The actual Axis Registry lives within the actual live Google Fonts product, surfaced at fonts.google.com/variablefonts#axis-definitions – so axis definitions are only final when they appear on that page, and this repository will from time to time contain fresh data not in the live system, and subject to change.

The AxisRegistry Python Module

This repo is structured as a Python package/module, providing easy access to the registry data-set from Python programs.

The Python package contains a collection of metadata source files that collectively form the Google Fonts Axis Registry.

This module is the central place for dataset updates. After updates are made here on the main branch, the maintainers of the central repo will update subtree located at google/fonts/axisregistry and then work to push those changes through to the live Google Fonts API via sandbox servers, according to the typical push process. For more detailed information, please see the Axis Registry section of the google/fonts repository explained article in the GF Guide.

Axis Metadata Fields

Why does Google Fonts have its own Axis Registry?

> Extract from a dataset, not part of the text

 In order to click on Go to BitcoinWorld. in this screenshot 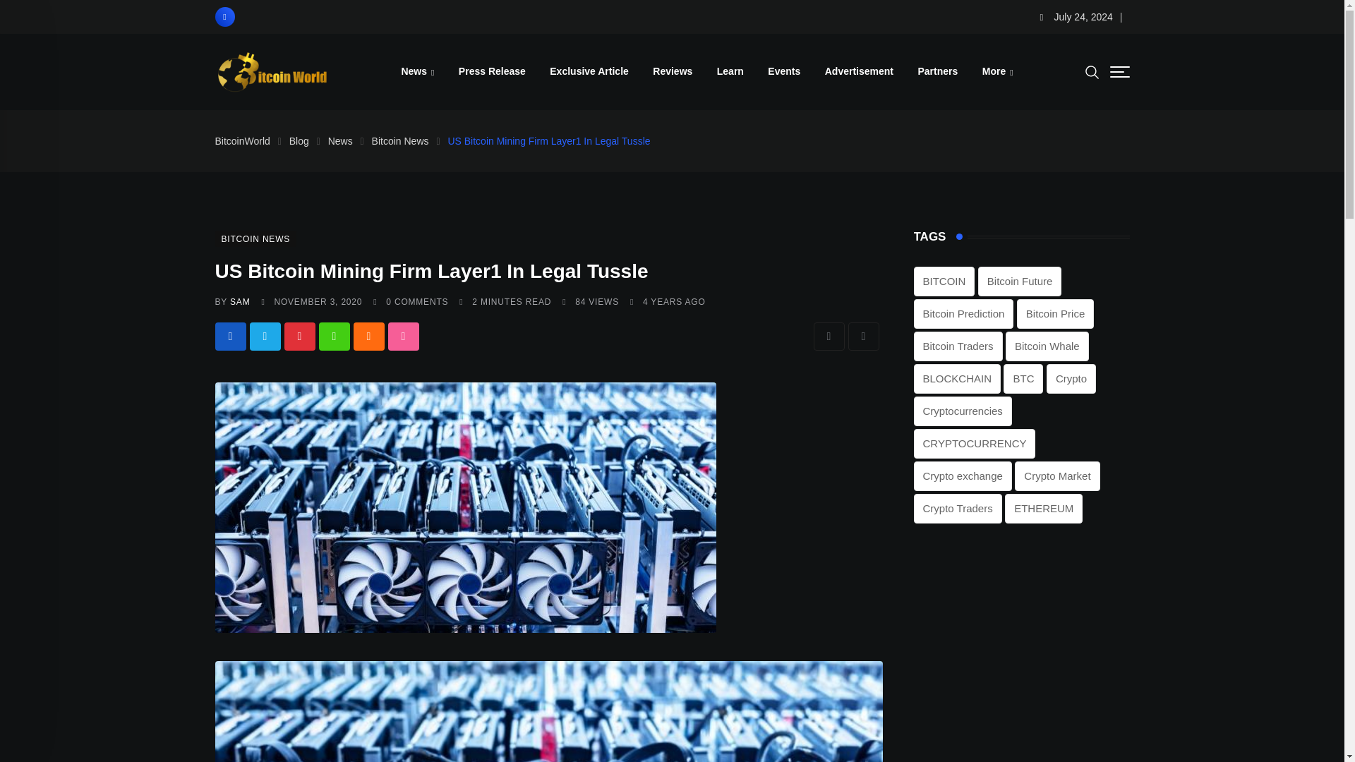, I will do `click(241, 141)`.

We support a superset of the OpenType axis registry axis set, and use additional metadata for each axis. Axes present in a font file but not in this registry will not function via our API. No variable font is expected to support all of the axes here.

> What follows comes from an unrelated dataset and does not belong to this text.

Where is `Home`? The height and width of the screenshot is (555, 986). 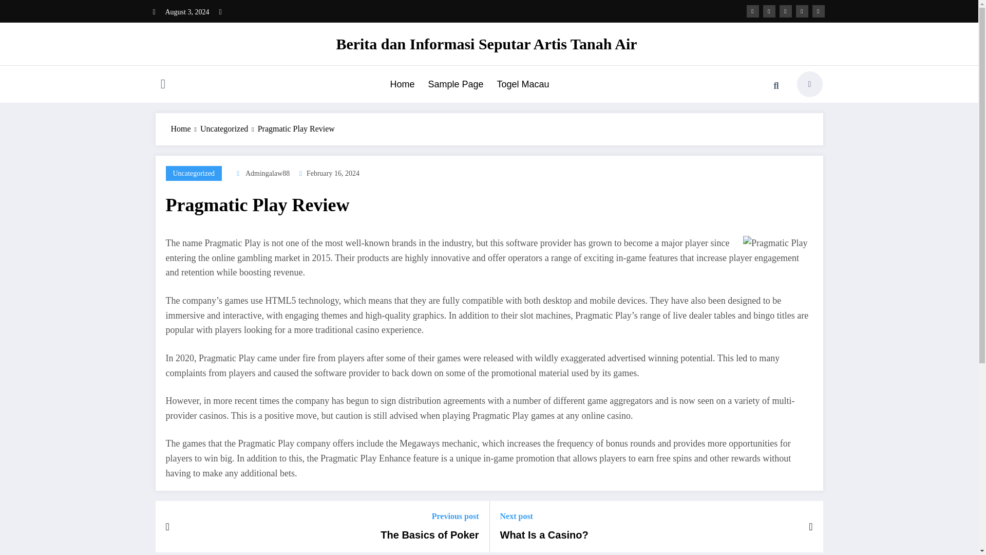 Home is located at coordinates (180, 128).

Any font foundry or distributor library that offers variable fonts has a implicit, latent, de-facto axis registry, which can be extracted by scanning the library for axes' tags, labels, and min/def/max values. While in 2016 Microsoft originally offered to include more axes in the OpenType 1.8 specification (github.com/microsoft/OpenTypeDesignVariationAxisTags), by August 2020 this effort had stalled. We hope more foundries and distributors will publish documents like this that make their axes explicit, to encourage of adoption of variable fonts throughout the industry, and provide source material for a future update to the OpenType specification's axis registry.